This homily was delivered on 06 February 2014 on the Feast of Paul Miki and his companion martyrs of Japan.
One religious shrine that has left a deep impression on me is the Martyrs’ Shrine in Nagasaki, Japan. The first thing you’ll see when you get there is a row of 26 figures: the martyrs of Japan, each one hand clasped in prayer, with a distinctive facial expression. Some are Japanese; others foreigners. Some are priests and religious; others lay people. Among them is a Japanese youth, the Jesuit novice Paul Miki, who was well-known for his preaching.
Eye witness accounts tell us that he was crucified along with his companions, and in his last moments, he preached to the crowd (certainly the last thing I would do if I were crucified!). Paul Miki took the occasion to address the crowds, preaching about forgiveness but also about hope.
“Like my Master,” Paul told the onlookers, “I shall die upon the cross. Like him, a lance will pierce my heart so that my blood and my love can flow out upon the land and sanctify it to his name.”
In the museum attached to the shrine hangs a bigger-than-life crucifix of the young martyr looking down upon the pilgrims and tourists. But among those in exhibit are also some interesting artifacts called fumi-e.
The fumi-e is a piece of stones or wood out of which is carved religious images such as the Christ crucified or Mother and Child. The images have faded and can hardly be discerned, defaced not by age, but by footprints–namely, the footprints of apostates who were made to trample upon them to demonstrate their denunciation of Christianity. The fumi-e were used by the Japanese rulers in the 17th Century to ferret out hidden Christians. On New Year’s day, villagers would be gathered and instructed to trample on these religious images. Christians who took their faith seriously would refuse to do so and in the process identified. They were arrested, tortured, and if they refused to apostatize, executed.
I was reminded of Shusako Endo’s novel, Silence, a novel based on the true story of Jesuit missionaries in Japan just less than fifty years after Miki’s martyrdom. Soon to be made into a film by Martin Scorsese, it’s the story of a young Jesuit, Sebastian Rodriguez, who travels to Japan in search of his mentor, Christovao Ferreira. Fr. Ferreira is the superior of the Jesuit missions in Japna, rumored to have apostatized. The two meet when Rodriguez is arrested, and the rumors are confirmed: Ferreira has apostatized after five hours of torture. In a painful twist, Rodrigues’ mentor is now his tormentor, skeptical and hardened, who now tries everything to persuade the younger Jesuit to be “practical” and trample on the fumi-e.
In the tragic figure of Christovao Ferreira, we have the perfect foil to Paul Miki, a novice who embraced his martyrdom; on the other, we have Ferreira, the superior of the Japanese missions, who yielded and fell short of expectations.
This juxtaposition of stories questions me: What would I do if I were in their place? Would I have the grace, the faith and courage, to offer my life for Christ as the young novice Miki did so eloquently, both in words and in action? Or would I decide to be more practical like the Jesuit Superior, Fr. Ferreira, broken or hardened by suffering–not only his own, but also the suffering of others? Would I trample on the fumi-e?
It has been years since my novitiate. I still recall my zeal and holy foolishness those many years ago. Where have they gone? Maybe this feast of St. Paul Miki and his companion martyrs is a good occasion for me to beg for the grace of naivete and holy foolishness of novices and martyrs.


[Task requirements]:
Below are the records; give again exactly the line with "Describe the element at coordinates (444, 185)", the line with "The height and width of the screenshot is (752, 785).", and each line that lies between them, and nothing besides.

[Information given]:
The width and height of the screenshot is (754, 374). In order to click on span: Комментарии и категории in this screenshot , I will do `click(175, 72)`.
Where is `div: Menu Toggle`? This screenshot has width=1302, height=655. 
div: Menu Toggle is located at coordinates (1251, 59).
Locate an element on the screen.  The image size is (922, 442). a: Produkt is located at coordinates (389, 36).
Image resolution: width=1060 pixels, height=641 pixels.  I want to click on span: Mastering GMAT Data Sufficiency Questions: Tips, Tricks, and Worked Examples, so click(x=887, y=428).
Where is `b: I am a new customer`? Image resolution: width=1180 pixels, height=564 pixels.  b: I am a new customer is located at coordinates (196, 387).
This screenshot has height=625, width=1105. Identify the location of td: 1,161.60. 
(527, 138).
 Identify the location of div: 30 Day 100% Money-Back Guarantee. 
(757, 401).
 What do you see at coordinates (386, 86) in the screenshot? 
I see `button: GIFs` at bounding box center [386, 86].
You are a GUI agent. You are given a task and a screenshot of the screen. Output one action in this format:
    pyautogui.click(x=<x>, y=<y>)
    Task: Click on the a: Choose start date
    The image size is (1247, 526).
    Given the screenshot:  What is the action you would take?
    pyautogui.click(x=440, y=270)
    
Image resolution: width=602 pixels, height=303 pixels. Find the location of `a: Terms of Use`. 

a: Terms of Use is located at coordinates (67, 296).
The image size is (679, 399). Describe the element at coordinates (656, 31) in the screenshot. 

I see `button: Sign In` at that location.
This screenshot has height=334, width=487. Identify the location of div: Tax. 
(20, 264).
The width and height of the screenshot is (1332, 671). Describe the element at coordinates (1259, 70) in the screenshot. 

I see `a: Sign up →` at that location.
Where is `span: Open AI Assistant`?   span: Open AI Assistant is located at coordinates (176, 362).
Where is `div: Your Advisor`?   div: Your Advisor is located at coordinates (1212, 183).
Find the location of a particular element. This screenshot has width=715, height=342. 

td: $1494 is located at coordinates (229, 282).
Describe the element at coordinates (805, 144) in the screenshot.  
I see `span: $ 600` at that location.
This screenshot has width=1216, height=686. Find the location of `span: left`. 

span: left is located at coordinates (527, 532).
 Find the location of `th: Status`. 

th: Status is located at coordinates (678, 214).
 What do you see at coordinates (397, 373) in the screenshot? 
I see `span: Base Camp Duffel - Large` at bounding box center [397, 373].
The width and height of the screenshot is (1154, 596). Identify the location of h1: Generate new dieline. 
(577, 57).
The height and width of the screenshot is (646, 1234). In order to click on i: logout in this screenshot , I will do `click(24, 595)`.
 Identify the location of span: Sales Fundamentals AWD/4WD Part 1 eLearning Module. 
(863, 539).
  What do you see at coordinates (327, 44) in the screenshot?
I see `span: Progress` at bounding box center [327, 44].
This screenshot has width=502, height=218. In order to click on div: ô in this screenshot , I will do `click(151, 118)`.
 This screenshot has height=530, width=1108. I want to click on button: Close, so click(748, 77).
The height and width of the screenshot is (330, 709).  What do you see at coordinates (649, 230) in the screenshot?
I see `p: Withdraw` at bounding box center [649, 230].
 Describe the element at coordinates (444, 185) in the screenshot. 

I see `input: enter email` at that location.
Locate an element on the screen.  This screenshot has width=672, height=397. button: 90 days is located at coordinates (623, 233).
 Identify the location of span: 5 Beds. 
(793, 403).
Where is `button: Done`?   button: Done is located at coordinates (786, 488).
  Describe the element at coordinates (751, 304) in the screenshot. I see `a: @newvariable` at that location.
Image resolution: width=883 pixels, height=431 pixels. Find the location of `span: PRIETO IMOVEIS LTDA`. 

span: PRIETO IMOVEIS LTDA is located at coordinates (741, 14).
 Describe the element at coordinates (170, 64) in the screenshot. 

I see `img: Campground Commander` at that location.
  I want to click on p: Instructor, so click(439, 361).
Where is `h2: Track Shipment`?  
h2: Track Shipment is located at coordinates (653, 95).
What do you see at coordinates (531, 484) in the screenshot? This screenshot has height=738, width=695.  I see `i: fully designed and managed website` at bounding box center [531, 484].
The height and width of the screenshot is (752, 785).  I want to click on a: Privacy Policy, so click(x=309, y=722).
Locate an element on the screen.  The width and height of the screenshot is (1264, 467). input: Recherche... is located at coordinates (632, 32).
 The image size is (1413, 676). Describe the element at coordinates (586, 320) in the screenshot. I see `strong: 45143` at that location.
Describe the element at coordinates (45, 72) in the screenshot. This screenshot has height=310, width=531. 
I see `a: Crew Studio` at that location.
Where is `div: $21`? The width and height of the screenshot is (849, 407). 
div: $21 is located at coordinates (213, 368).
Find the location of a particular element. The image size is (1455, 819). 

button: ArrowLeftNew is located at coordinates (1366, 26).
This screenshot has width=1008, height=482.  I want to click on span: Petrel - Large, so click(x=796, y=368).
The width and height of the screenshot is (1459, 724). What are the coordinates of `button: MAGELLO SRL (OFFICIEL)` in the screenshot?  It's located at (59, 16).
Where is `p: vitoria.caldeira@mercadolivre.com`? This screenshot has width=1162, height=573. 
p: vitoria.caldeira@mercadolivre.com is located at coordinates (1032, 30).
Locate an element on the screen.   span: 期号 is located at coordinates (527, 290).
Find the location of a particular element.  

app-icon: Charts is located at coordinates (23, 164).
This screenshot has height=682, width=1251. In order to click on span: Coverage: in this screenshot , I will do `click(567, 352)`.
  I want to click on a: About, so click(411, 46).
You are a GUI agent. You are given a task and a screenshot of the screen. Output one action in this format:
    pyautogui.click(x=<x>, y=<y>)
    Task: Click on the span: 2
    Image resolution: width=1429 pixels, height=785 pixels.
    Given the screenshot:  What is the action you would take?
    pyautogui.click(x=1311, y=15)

[Exercise output]:
 Describe the element at coordinates (444, 185) in the screenshot. 

I see `input: enter email` at that location.
Locate an element on the screen.  This screenshot has width=672, height=397. button: 90 days is located at coordinates (623, 233).
 Identify the location of span: 5 Beds. 
(793, 403).
Where is `button: Done`?   button: Done is located at coordinates (786, 488).
  Describe the element at coordinates (751, 304) in the screenshot. I see `a: @newvariable` at that location.
Image resolution: width=883 pixels, height=431 pixels. Find the location of `span: PRIETO IMOVEIS LTDA`. 

span: PRIETO IMOVEIS LTDA is located at coordinates (741, 14).
 Describe the element at coordinates (170, 64) in the screenshot. 

I see `img: Campground Commander` at that location.
  I want to click on p: Instructor, so click(439, 361).
Where is `h2: Track Shipment`?  
h2: Track Shipment is located at coordinates (653, 95).
What do you see at coordinates (531, 484) in the screenshot? This screenshot has height=738, width=695.  I see `i: fully designed and managed website` at bounding box center [531, 484].
The height and width of the screenshot is (752, 785).  I want to click on a: Privacy Policy, so click(x=309, y=722).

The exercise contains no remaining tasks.